Experimenting together, Robinson and Candler added glycerine to
the mix and found that it worked effectively as a preservative and smoothing agent.
So the extract of kola was cut to a minuscule amount
Candler and Robinson found themselves in the interesting position of preparing to market a product that contained very little of either ingredient in its trademark—an irony that would have profound legal implications (and shape an entire beverage industry) in the years to come.
Merchandise No. 1 was sugar, No. 2 caramel, No. 3 caffeine, No. 4 phosphoric acid, No. 5 the combination of coca and kola extracts, No. 6 glycerine, and No. 7X the super-secret blend of flavoring oils.
What really propelled Coca-Cola, in the end, was its ability to sell itself. In addition to advertising, Candler underwrote an aggressive sampling campaign for the drink that gave people a chance to try it for themselves for free.
At a nickel a drink, a druggist stood to pocket $6.40 if he could sell the second gallon.
But it worked.
In the summer of 1890, Candler’s second season, sales of Coca-Cola syrup more than quadrupled to 8,855 gallons.
Deliveries of Coca-Cola were made by Curtwright’s brother Bill on a dray pulled by a horse called “Ol’ Bird.”
For all the crudeness of Coca-Cola’s operations, however, sales continued to rise.
In the summer of 1891, Candler and Robinson sold 19,831 gallons of syrup, more than double the year before.
in the fall of 1891, he decided it was time to incorporate Coca-Cola, sell shares, and raise capital.
Asa Candler was stuck with the company. He would have to build Coca-Cola by himself.
there is no question that Pemberton’s son was an addict.
It was the nineteenth-century’s version of a direct-mail and street-corner sampling campaign, and it worked.
People tried Coca-Cola, liked it, and told their friends.
People believed that Candler must be putting something in his drink, and they thought that something was cocaine.
If Coca-Cola had one-thirtieth of a grain; it meant that heavy Coca-Cola drinkers might—might—feel some effects after several glasses.
Anyone could make an imitation. But no one could put the label “Coca-Cola” on an imitation so long as Candler owned the name.
So far as Candler could tell, Coca-Cola was now entirely free of cocaine,
He published a brochure saying Coca-Cola renewed “the vigor of the intellect.”
Coca-Cola’s double life, myth versus reality, was established.
By 1901, Coca-Cola’s annual sales had accelerated to nearly 500,000 gallons, and the company’s gross revenues were approaching the $1 million mark.
Coca-Cola was becoming a national product, available in every state of the union.
In preparing for trial, the Internal Revenue Office employed a chemist, Dr.

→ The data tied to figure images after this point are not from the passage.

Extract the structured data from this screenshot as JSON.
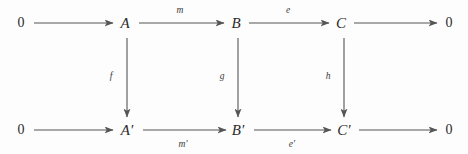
{
  "diagram": {
    "kind": "commutative-diagram",
    "background_color": "#fdfdfd",
    "stroke_color": "#555555",
    "text_color": "#2b2b2b",
    "rows": [
      {
        "id": "top-row",
        "nodes": [
          {
            "id": "top-zero-left",
            "label": "0",
            "x": 21,
            "y": 23
          },
          {
            "id": "top-a",
            "label": "A",
            "x": 125,
            "y": 23
          },
          {
            "id": "top-b",
            "label": "B",
            "x": 236,
            "y": 23
          },
          {
            "id": "top-c",
            "label": "C",
            "x": 341,
            "y": 23
          },
          {
            "id": "top-zero-right",
            "label": "0",
            "x": 449,
            "y": 23
          }
        ],
        "arrows": [
          {
            "id": "top-arrow-1",
            "from": "0",
            "to": "A",
            "label": "",
            "x1": 34,
            "x2": 113,
            "y": 23
          },
          {
            "id": "top-arrow-2",
            "from": "A",
            "to": "B",
            "label": "m",
            "x1": 139,
            "x2": 224,
            "y": 23,
            "label_x": 180,
            "label_y": 11
          },
          {
            "id": "top-arrow-3",
            "from": "B",
            "to": "C",
            "label": "e",
            "x1": 249,
            "x2": 329,
            "y": 23,
            "label_x": 288,
            "label_y": 11
          },
          {
            "id": "top-arrow-4",
            "from": "C",
            "to": "0",
            "label": "",
            "x1": 354,
            "x2": 437,
            "y": 23
          }
        ]
      },
      {
        "id": "bottom-row",
        "nodes": [
          {
            "id": "bottom-zero-left",
            "label": "0",
            "x": 21,
            "y": 130
          },
          {
            "id": "bottom-a-prime",
            "label": "A′",
            "x": 127,
            "y": 130
          },
          {
            "id": "bottom-b-prime",
            "label": "B′",
            "x": 238,
            "y": 130
          },
          {
            "id": "bottom-c-prime",
            "label": "C′",
            "x": 344,
            "y": 130
          },
          {
            "id": "bottom-zero-right",
            "label": "0",
            "x": 449,
            "y": 130
          }
        ],
        "arrows": [
          {
            "id": "bottom-arrow-1",
            "from": "0",
            "to": "A′",
            "label": "",
            "x1": 34,
            "x2": 113,
            "y": 130
          },
          {
            "id": "bottom-arrow-2",
            "from": "A′",
            "to": "B′",
            "label": "m′",
            "x1": 143,
            "x2": 226,
            "y": 130,
            "label_x": 183,
            "label_y": 145
          },
          {
            "id": "bottom-arrow-3",
            "from": "B′",
            "to": "C′",
            "label": "e′",
            "x1": 254,
            "x2": 331,
            "y": 130,
            "label_x": 292,
            "label_y": 145
          },
          {
            "id": "bottom-arrow-4",
            "from": "C′",
            "to": "0",
            "label": "",
            "x1": 359,
            "x2": 437,
            "y": 130
          }
        ]
      }
    ],
    "vertical_arrows": [
      {
        "id": "vertical-arrow-f",
        "from": "A",
        "to": "A′",
        "label": "f",
        "x": 127,
        "y1": 38,
        "y2": 117,
        "label_x": 111,
        "label_y": 77
      },
      {
        "id": "vertical-arrow-g",
        "from": "B",
        "to": "B′",
        "label": "g",
        "x": 238,
        "y1": 38,
        "y2": 117,
        "label_x": 222,
        "label_y": 77
      },
      {
        "id": "vertical-arrow-h",
        "from": "C",
        "to": "C′",
        "label": "h",
        "x": 344,
        "y1": 38,
        "y2": 117,
        "label_x": 328,
        "label_y": 77
      }
    ]
  }
}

Charles A. Crampton of Washington, D.C., to analyze a sample of Coca-Cola syrup, and after several tries he was unable to establish proof that cocaine was present.
Coca-Cola syrup contained one 400th of a grain of cocaine per ounce.
A man would explode before he could drink enough to affect him.”
landmark United States Supreme Court opinion written years later by Oliver Wendell Holmes.
the real injury to Candler and Coca-Cola came outside the courtroom, where a seismic shift in public opinion
about cocaine was just starting to shake the ground.
the sensational imaginings that were published on behalf of kola fed the flames of racial alarm, too.
It hardly mattered that Coca-Cola contained nothing but the merest trace of either drug named in its trademark.
Could he produce an extract of coca from which “every vestige” of cocaine was removed?
From Candler’s point of view, the removal of the last discernible trace of cocaine came just in time.
Citing the removal of the cocaine and arguing that the amount of alcohol in the syrup was inconsequential, he brought an appeal, and the War Department turned to Dr. Wiley to conduct tests and resolve the issue.
But Wiley had raised a new alarm, complaining that the caffeine in Coca-Cola was a health hazard.